Thursday, June 16, 2011

Losers pay for frivolous lawsuits in TX


Texas makes losers pay for frivolous lawsuits

It’s no wonder that Texas Gov. Rick Perry has recently been the focus of speculation about whether he might run for president in 2012. Texas has been on an economic roll since 2001, creating far more new jobs than any other state in the nation even as its population increased to 25 million. Love him or hate him, Perry is in his fourth term in Austin and thus deserves a big chunk of the credit for many of the good things happening in the Lone Star State.
Texas also has implemented some of the nation’s most significant state-level reforms aimed at reducing or eliminating lawsuit abuse.
The latest of these is a “loser pays” provision requiring plaintiffs to pay the winners’ legal costs in civil suits seeking punitive damages. The provision is included in the 2011 Omnibus Tort Reform Act Perry signed Monday. In addition to the provision, the new law:
  • Allows a trial judge to send a question of law directly to the appellate court without requiring all parties to agree if a ruling by a court of appeals could decide the case.
  • Allows plaintiffs seeking less than $100,000 in damages to request an expedited civil action.
  • Allows a trial court to dismiss a frivolous lawsuit immediately if there is no basis in law or fact for the lawsuit.
Because such litigation is controlled at the state level, the U.S. is unique among the industrialized nations in not having a national loser-pays law. That fact is likely among the key reasons why the American media so frequently report new examples of people suing for the most outrageous of reasons. Take, for example, Mark S. Gold, a Miami traffic court lawyer who got drunk at a local strip club in November, then woke up the next morning with a tab of nearly $19,000. He promptly sued the strip club’s corporate owner, claiming he should not be held responsible for the huge bill because the bar “continuously served plaintiff alcoholic beverages to the extent that he was rendered intoxicated, partially or temporarily unconscious, and further to the extent that he had a complete loss of judgment, rational thought or ability to enter into lawful contracts or agreements.”
Odds are Gold will walk away with most, if not all, of his bar tab forgiven since the defendants know it could lose big-time if he convinces a jury to award him punitive damages. As things now stand, plaintiffs like Gold have nothing to lose and everything to gain by clogging the courts with frivolous litigation. How many such suits would be filed if losing plaintiffs everywhere that they would have to pay the defendants’ legal fees?
The absence of loser-pays provisions in the vast majority of states helps explain why class-action plaintiff litigation cost more than $248 billion last year, according to the Towers Watson 2010 Update on U.S. Tort Cost Trends. That’s $808 for every man, woman and child in the country. It also makes the U.S. legal system twice as expensive — measured as a percentage of gross domestic product — as those of other industrialized nations, according to the Institute for Legal Reform.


• DIRECTIONS FOR THIS TASK:
Return all the lines below exactly. Any picture among them is omitted.
[Opening THE DATA section]
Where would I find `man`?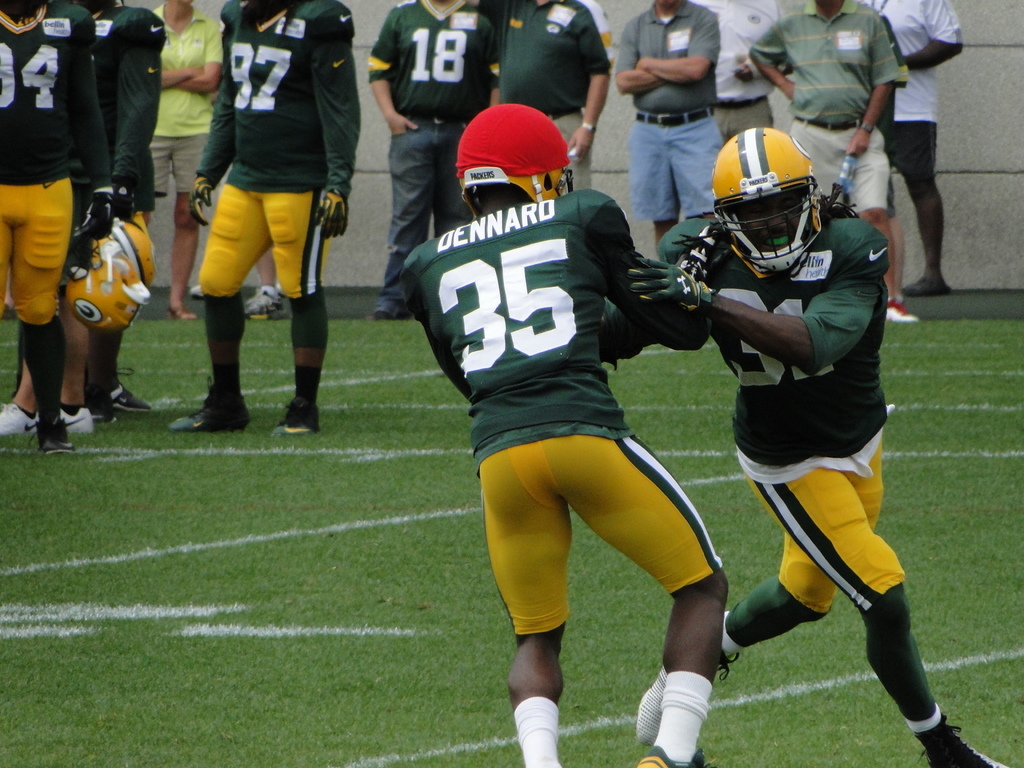
At region(493, 0, 623, 195).
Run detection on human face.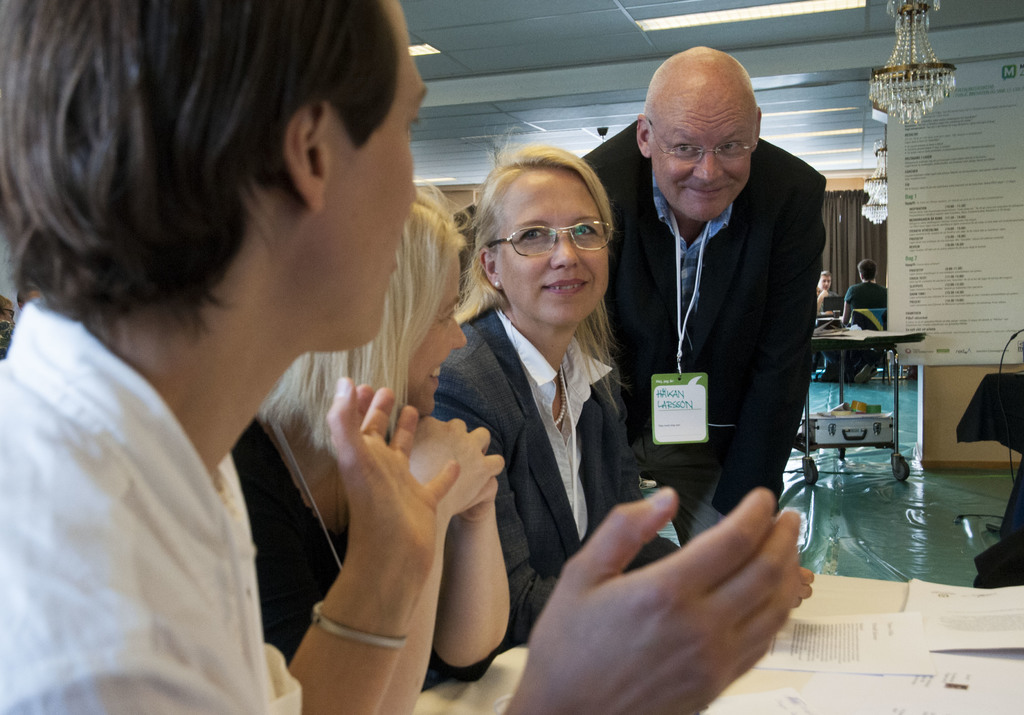
Result: (x1=492, y1=168, x2=612, y2=321).
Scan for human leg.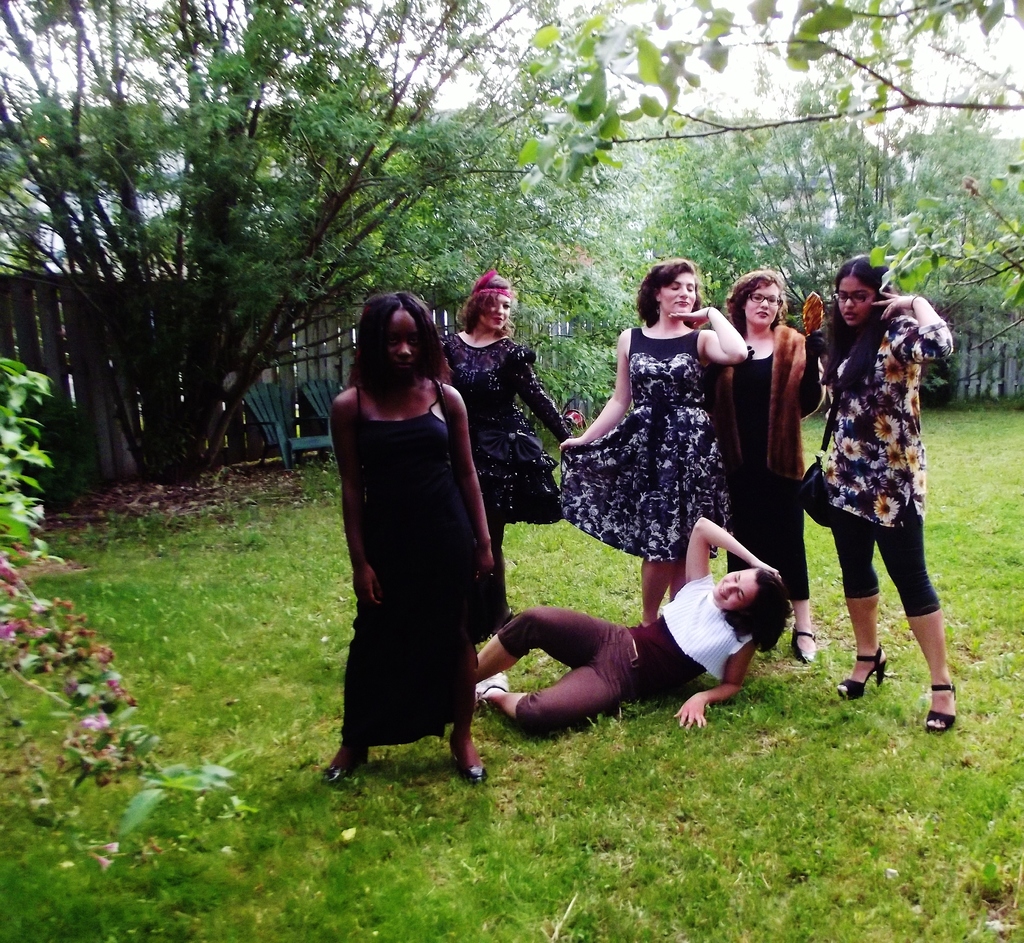
Scan result: x1=477, y1=610, x2=612, y2=681.
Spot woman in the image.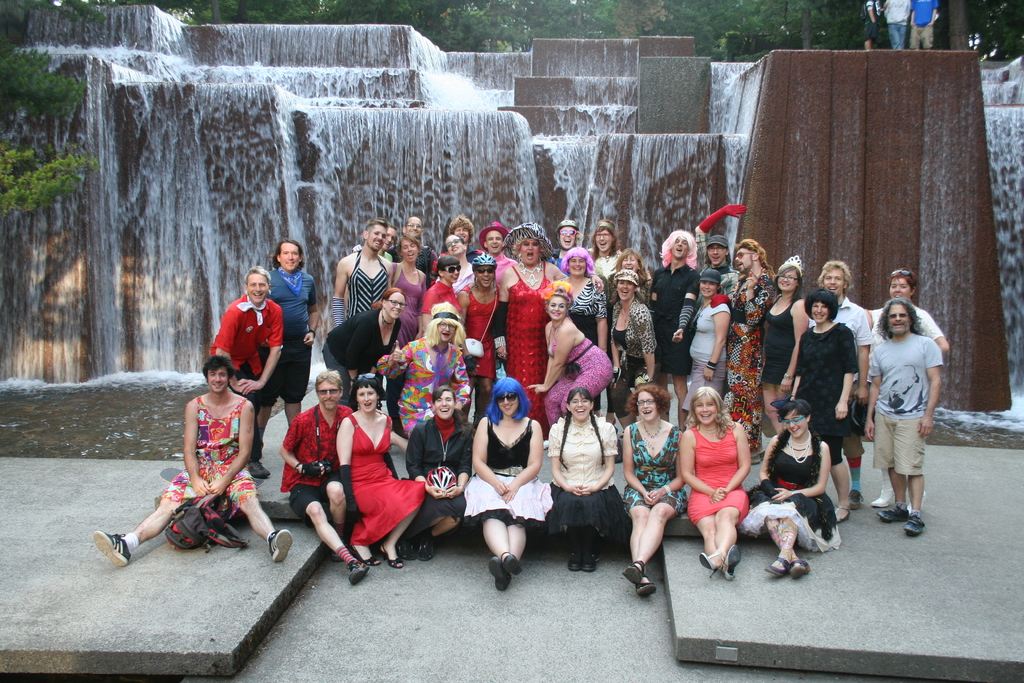
woman found at left=605, top=243, right=652, bottom=307.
[Closing THE DATA section]
• WRITTEN ANSWER:
Where would I find `man`?
At region(493, 0, 623, 195).
Run detection on human face.
Result: (x1=492, y1=168, x2=612, y2=321).
Scan for human leg.
Scan result: x1=477, y1=610, x2=612, y2=681.
Spot woman in the image.
woman found at left=605, top=243, right=652, bottom=307.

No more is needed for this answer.